Did the 1980s in Latin America Need to Be a Lost Decade?
Victor Leão Borges de Almeida,
Carlos Esquivel,
Juan Pablo Nicolini and
Timothy Kehoe
No 829, 2018 Meeting Papers from Society for Economic Dynamics
Abstract:
In 1979, the Federal Reserve Board, led by Chairman Paul Volcker, drastically raised the federal funds rate as part of their efforts for taming inflation. As a consequence of this increase, borrowing costs for Mexico rose substantially. Eventually the country suspended its debt payments in 1982, which was followed by an economic crisis and seven years of little to no access to foreign credit. In this paper we use a standard sovereign default model to explore the extent to which the rise in U.S. interest rates caused the default in Mexico. We find that, even if interest rates had remained low, Mexico would still have defaulted. We then extend the model to allow for endogenous re-entry to financial markets via debt restructuring. Within this framework we analyze whether the crisis could have been shorter and less severe had interest rates remained low.
Date: 2018
New Economics Papers: this item is included in nep-dge and nep-his
References: View references in EconPapers View complete reference list from CitEc
Citations:
Downloads: (external link)
https://red-files-public.s3.amazonaws.com/meetpapers/2018/paper_829.pdf (application/pdf)
Related works:
This item may be available elsewhere in EconPapers: Search for items with the same title.
Export reference: BibTeX
RIS (EndNote, ProCite, RefMan)
HTML/Text
Persistent link: https://EconPapers.repec.org/RePEc:red:sed018:829
Access Statistics for this paper
More papers in 2018 Meeting Papers from Society for Economic Dynamics Society for Economic Dynamics Marina Azzimonti Department of Economics Stonybrook University 10 Nicolls Road Stonybrook NY 11790 USA. Contact information at EDIRC.
Bibliographic data for series maintained by Christian Zimmermann ().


Exercise aim.
Copy out every line of the data that follows, exactly.

Record set.
*** Begin section ***

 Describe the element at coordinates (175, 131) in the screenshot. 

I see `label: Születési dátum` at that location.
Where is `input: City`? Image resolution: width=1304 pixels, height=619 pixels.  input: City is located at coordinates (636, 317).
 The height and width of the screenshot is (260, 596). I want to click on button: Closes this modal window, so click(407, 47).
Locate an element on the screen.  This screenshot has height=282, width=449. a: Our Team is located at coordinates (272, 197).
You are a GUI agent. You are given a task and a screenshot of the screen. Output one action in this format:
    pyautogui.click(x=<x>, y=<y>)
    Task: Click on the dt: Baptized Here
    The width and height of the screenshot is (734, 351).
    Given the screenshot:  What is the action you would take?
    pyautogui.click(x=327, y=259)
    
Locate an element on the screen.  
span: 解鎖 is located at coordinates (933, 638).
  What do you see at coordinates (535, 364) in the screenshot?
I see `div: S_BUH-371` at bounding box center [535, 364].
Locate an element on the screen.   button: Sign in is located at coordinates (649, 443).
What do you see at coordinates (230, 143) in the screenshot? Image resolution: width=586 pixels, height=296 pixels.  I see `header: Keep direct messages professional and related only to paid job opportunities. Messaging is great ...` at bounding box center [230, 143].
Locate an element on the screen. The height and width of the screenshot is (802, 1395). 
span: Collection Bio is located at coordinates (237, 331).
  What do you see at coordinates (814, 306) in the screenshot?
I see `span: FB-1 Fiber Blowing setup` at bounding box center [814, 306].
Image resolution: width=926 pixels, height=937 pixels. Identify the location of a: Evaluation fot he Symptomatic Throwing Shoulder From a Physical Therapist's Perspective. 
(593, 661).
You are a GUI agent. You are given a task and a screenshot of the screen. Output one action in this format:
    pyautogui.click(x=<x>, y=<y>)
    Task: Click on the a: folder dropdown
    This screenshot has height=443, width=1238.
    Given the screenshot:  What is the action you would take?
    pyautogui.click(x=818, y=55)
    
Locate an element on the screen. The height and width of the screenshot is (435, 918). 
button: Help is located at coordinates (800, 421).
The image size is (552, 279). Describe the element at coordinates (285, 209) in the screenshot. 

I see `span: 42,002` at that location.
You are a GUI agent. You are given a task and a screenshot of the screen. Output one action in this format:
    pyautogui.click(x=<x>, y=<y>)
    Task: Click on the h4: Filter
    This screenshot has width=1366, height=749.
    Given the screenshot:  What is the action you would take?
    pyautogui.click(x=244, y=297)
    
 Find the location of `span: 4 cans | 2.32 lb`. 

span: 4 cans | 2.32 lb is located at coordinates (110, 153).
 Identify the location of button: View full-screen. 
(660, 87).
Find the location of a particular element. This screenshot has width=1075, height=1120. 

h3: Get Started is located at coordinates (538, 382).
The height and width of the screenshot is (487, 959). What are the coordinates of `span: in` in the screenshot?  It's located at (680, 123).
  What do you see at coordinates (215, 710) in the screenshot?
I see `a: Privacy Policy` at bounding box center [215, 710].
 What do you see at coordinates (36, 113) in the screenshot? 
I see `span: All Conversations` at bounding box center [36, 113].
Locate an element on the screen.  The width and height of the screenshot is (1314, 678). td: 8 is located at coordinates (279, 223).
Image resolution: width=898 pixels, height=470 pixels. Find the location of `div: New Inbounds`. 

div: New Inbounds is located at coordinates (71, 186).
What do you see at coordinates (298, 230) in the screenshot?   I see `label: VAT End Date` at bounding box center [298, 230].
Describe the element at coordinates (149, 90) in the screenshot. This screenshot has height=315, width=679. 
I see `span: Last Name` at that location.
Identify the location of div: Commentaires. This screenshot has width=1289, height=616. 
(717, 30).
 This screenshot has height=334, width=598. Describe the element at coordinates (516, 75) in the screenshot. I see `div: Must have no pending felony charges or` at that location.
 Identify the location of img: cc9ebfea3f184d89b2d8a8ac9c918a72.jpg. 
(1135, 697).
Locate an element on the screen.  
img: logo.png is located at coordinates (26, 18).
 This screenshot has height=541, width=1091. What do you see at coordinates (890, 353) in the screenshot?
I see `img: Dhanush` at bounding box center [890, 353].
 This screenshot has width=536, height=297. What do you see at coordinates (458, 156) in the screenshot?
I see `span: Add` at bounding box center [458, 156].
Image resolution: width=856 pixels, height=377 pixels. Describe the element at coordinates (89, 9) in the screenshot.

*** End section ***

Solution.
 Describe the element at coordinates (175, 131) in the screenshot. 

I see `label: Születési dátum` at that location.
Where is `input: City`? Image resolution: width=1304 pixels, height=619 pixels.  input: City is located at coordinates (636, 317).
 The height and width of the screenshot is (260, 596). I want to click on button: Closes this modal window, so click(407, 47).
Locate an element on the screen.  This screenshot has height=282, width=449. a: Our Team is located at coordinates (272, 197).
You are a GUI agent. You are given a task and a screenshot of the screen. Output one action in this format:
    pyautogui.click(x=<x>, y=<y>)
    Task: Click on the dt: Baptized Here
    The width and height of the screenshot is (734, 351).
    Given the screenshot:  What is the action you would take?
    pyautogui.click(x=327, y=259)
    
Locate an element on the screen.  
span: 解鎖 is located at coordinates (933, 638).
  What do you see at coordinates (535, 364) in the screenshot?
I see `div: S_BUH-371` at bounding box center [535, 364].
Locate an element on the screen.   button: Sign in is located at coordinates (649, 443).
What do you see at coordinates (230, 143) in the screenshot? Image resolution: width=586 pixels, height=296 pixels.  I see `header: Keep direct messages professional and related only to paid job opportunities. Messaging is great ...` at bounding box center [230, 143].
Locate an element on the screen. The height and width of the screenshot is (802, 1395). 
span: Collection Bio is located at coordinates (237, 331).
  What do you see at coordinates (814, 306) in the screenshot?
I see `span: FB-1 Fiber Blowing setup` at bounding box center [814, 306].
Image resolution: width=926 pixels, height=937 pixels. Identify the location of a: Evaluation fot he Symptomatic Throwing Shoulder From a Physical Therapist's Perspective. 
(593, 661).
You are a GUI agent. You are given a task and a screenshot of the screen. Output one action in this format:
    pyautogui.click(x=<x>, y=<y>)
    Task: Click on the a: folder dropdown
    This screenshot has height=443, width=1238.
    Given the screenshot:  What is the action you would take?
    pyautogui.click(x=818, y=55)
    
Locate an element on the screen. The height and width of the screenshot is (435, 918). 
button: Help is located at coordinates (800, 421).
The image size is (552, 279). Describe the element at coordinates (285, 209) in the screenshot. 

I see `span: 42,002` at that location.
You are a GUI agent. You are given a task and a screenshot of the screen. Output one action in this format:
    pyautogui.click(x=<x>, y=<y>)
    Task: Click on the h4: Filter
    This screenshot has width=1366, height=749.
    Given the screenshot:  What is the action you would take?
    pyautogui.click(x=244, y=297)
    
 Find the location of `span: 4 cans | 2.32 lb`. 

span: 4 cans | 2.32 lb is located at coordinates (110, 153).
 Identify the location of button: View full-screen. 
(660, 87).
Find the location of a particular element. This screenshot has width=1075, height=1120. 

h3: Get Started is located at coordinates (538, 382).
The height and width of the screenshot is (487, 959). What are the coordinates of `span: in` in the screenshot?  It's located at (680, 123).
  What do you see at coordinates (215, 710) in the screenshot?
I see `a: Privacy Policy` at bounding box center [215, 710].
 What do you see at coordinates (36, 113) in the screenshot? 
I see `span: All Conversations` at bounding box center [36, 113].
Locate an element on the screen.  The width and height of the screenshot is (1314, 678). td: 8 is located at coordinates (279, 223).
Image resolution: width=898 pixels, height=470 pixels. Find the location of `div: New Inbounds`. 

div: New Inbounds is located at coordinates (71, 186).
What do you see at coordinates (298, 230) in the screenshot?   I see `label: VAT End Date` at bounding box center [298, 230].
Describe the element at coordinates (149, 90) in the screenshot. This screenshot has height=315, width=679. 
I see `span: Last Name` at that location.
Identify the location of div: Commentaires. This screenshot has width=1289, height=616. 
(717, 30).
 This screenshot has height=334, width=598. Describe the element at coordinates (516, 75) in the screenshot. I see `div: Must have no pending felony charges or` at that location.
 Identify the location of img: cc9ebfea3f184d89b2d8a8ac9c918a72.jpg. 
(1135, 697).
Locate an element on the screen.  
img: logo.png is located at coordinates (26, 18).
 This screenshot has height=541, width=1091. What do you see at coordinates (890, 353) in the screenshot?
I see `img: Dhanush` at bounding box center [890, 353].
 This screenshot has width=536, height=297. What do you see at coordinates (458, 156) in the screenshot?
I see `span: Add` at bounding box center [458, 156].
Image resolution: width=856 pixels, height=377 pixels. Describe the element at coordinates (89, 9) in the screenshot.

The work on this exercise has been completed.